ROANOKE TIMES

                         Roanoke Times
                 Copyright (c) 1995, Landmark Communications, Inc.

DATE: MONDAY, March 1, 1993                   TAG: 9303010060
SECTION: NATIONAL/INTERNATIONAL                    PAGE: A-3   EDITION: METRO 
SOURCE: Associated Press
DATELINE: NEW YORK                                LENGTH: Medium


LILLIAN GISH DIES AT 99

Lillian Gish, a fragile-looking but resilient actress whose career stretched from the silent era to the television age, has died at age 99.

Gish, one of the last surviving stars of silent film, died in her sleep Saturday evening at her Manhattan home, said James Frasher, her manager for the last 25 years.

"She was film. Film started in 1893, and so did she," Frasher said.

Her film career spanned more than 100 films over 75 years, starting with one- and two-reelers in 1912 and ending with 1987's "The Whales of August." Even before that, she was a child stage actress.

"She was the best," said Mike Kaplan, who produced "The Whales of August."

"Her performance with Bette Davis in that film was the final great role of one of the greatest actresses ever to grace the screen," he said.

Gish was a favorite of director D.W. Griffith and charmed generations of moviegoers as the pure-hearted daughter in his 1915 Civil War epic "The Birth of a Nation" and as the battered waif in his 1919 "Broken Blossoms."

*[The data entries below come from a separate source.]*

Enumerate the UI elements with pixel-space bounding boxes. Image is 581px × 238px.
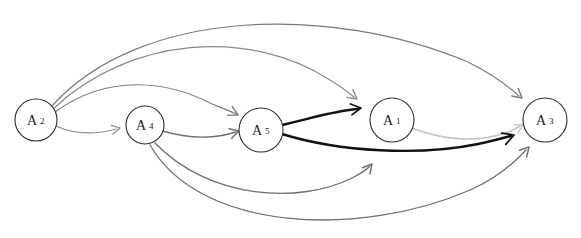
edge-a2-to-a4[interactable] (56, 126, 116, 133)
node-a2[interactable]: A2 (15, 99, 57, 141)
directed-graph: A2A4A5A1A3 (0, 0, 581, 238)
node-a5[interactable]: A5 (239, 108, 283, 152)
node-label-a1: A (383, 113, 394, 128)
node-label-a4: A (136, 118, 147, 133)
node-subscript-a5: 5 (265, 126, 270, 136)
node-a1[interactable]: A1 (370, 98, 414, 142)
node-label-a2: A (27, 113, 38, 128)
node-subscript-a4: 4 (149, 121, 154, 131)
node-subscript-a2: 2 (40, 116, 45, 126)
node-subscript-a3: 3 (549, 116, 554, 126)
nodes-layer: A2A4A5A1A3 (15, 98, 567, 152)
edges-layer (52, 24, 526, 220)
node-label-a3: A (536, 113, 547, 128)
diagram-canvas: A2A4A5A1A3 (0, 0, 581, 238)
node-label-a5: A (252, 123, 263, 138)
node-subscript-a1: 1 (396, 116, 401, 126)
edge-a5-to-a1[interactable] (282, 109, 358, 125)
edge-a4-to-a5[interactable] (163, 131, 236, 137)
arrowheads-layer (111, 88, 532, 174)
edge-a4-to-a3[interactable] (150, 145, 526, 220)
node-a3[interactable]: A3 (523, 98, 567, 142)
node-a4[interactable]: A4 (126, 106, 164, 144)
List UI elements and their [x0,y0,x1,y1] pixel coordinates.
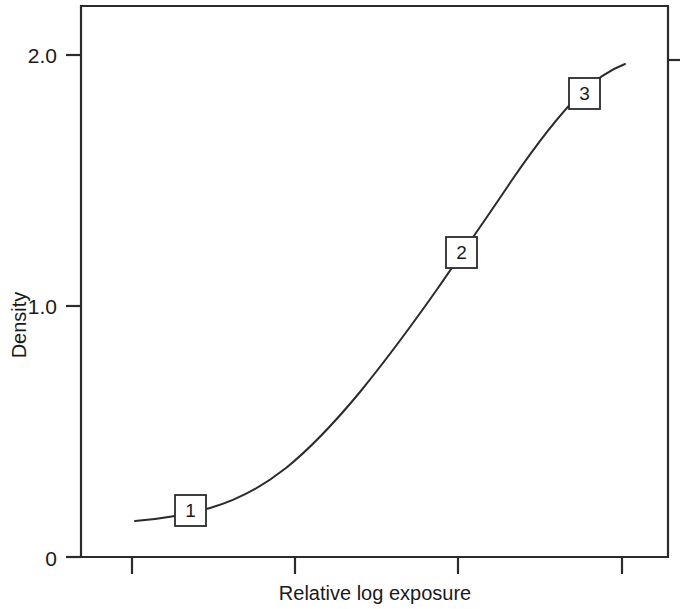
y-tick-label-0: 0 [45,547,57,570]
characteristic-curve-chart: 2.0 1.0 0 Density Relative log exposure … [0,0,680,609]
marker-label-3: 3 [579,83,590,104]
y-tick-label-1: 1.0 [28,295,57,318]
chart-canvas: 2.0 1.0 0 Density Relative log exposure … [0,0,680,609]
curve-point-marker-3: 3 [569,78,600,109]
y-axis-title: Density [8,292,30,359]
marker-label-1: 1 [185,500,196,521]
marker-label-2: 2 [456,242,467,263]
curve-point-marker-1: 1 [175,495,206,526]
curve-point-marker-2: 2 [446,237,477,268]
y-tick-label-2: 2.0 [28,44,57,67]
x-axis-title: Relative log exposure [279,582,471,604]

The large-eyed, porcelain-skinned actress often portrayed virginal, childlike young women she called "ga-ga babies." But even in those roles, she displayed an indomitable spirit, as in "Way Down East," when she refused a stand-in and clung to an ice floe as it swept toward a waterfall.

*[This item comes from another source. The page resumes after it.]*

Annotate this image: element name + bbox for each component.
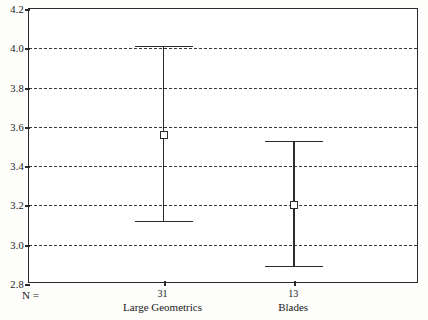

Gish showed the same dedication to her craft to the end of her life, working, traveling, fighting studios, battling for film preservation and scorning "talkies" in general and modern movies in particular.

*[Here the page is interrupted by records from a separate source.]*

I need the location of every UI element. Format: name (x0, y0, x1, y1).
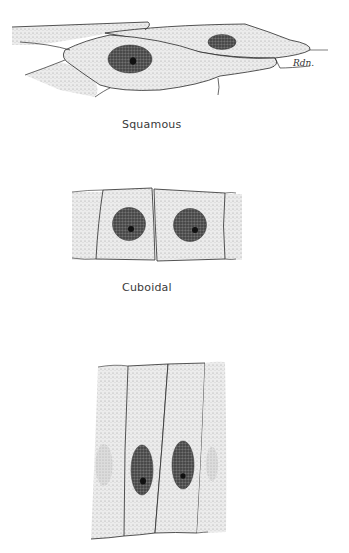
columnar-panel (91, 362, 226, 539)
cuboidal-label: Cuboidal (122, 281, 172, 294)
columnar-nucleolus-2 (180, 473, 185, 479)
columnar-nucleus-2 (172, 441, 194, 489)
artist-signature: Rdn. (292, 58, 314, 68)
columnar-nucleus-faint-left (96, 444, 113, 486)
columnar-nucleus-1 (131, 445, 153, 495)
cuboidal-nucleus-1 (113, 208, 146, 241)
cuboidal-panel (72, 188, 242, 261)
columnar-nucleolus-1 (140, 478, 146, 485)
cuboidal-cell-right-partial (224, 194, 242, 260)
cuboidal-nucleolus-1 (128, 226, 134, 232)
epithelium-illustration: Rdn. (0, 0, 349, 553)
squamous-nucleus-small (208, 35, 236, 50)
squamous-nucleolus (130, 57, 136, 65)
cuboidal-nucleolus-2 (192, 227, 198, 233)
columnar-nucleus-faint-right (206, 447, 218, 481)
squamous-label: Squamous (122, 118, 181, 131)
squamous-panel: Rdn. (12, 22, 328, 97)
squamous-nucleus-large (108, 45, 152, 73)
cuboidal-nucleus-2 (174, 209, 207, 242)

"I have never approved of talkies," she once said. "It seemed to me that movies were well on their way to developing an entirely new art form. It was not just pantomime, but something wonderfully expressive."

Records of Clark County, Ohio, indicate she was born in Springfield on Oct. 14, 1893, although she insisted in a 1987 interview that she was only 88 years old.

Her father drifted away when she was a small child, and her mother, Mary, took her two daughters to New York City. Out of desperation, her mother went on the stage. Lillian and her sister, Dorothy, a year younger, soon followed - Lillian got her first role at the age of 5.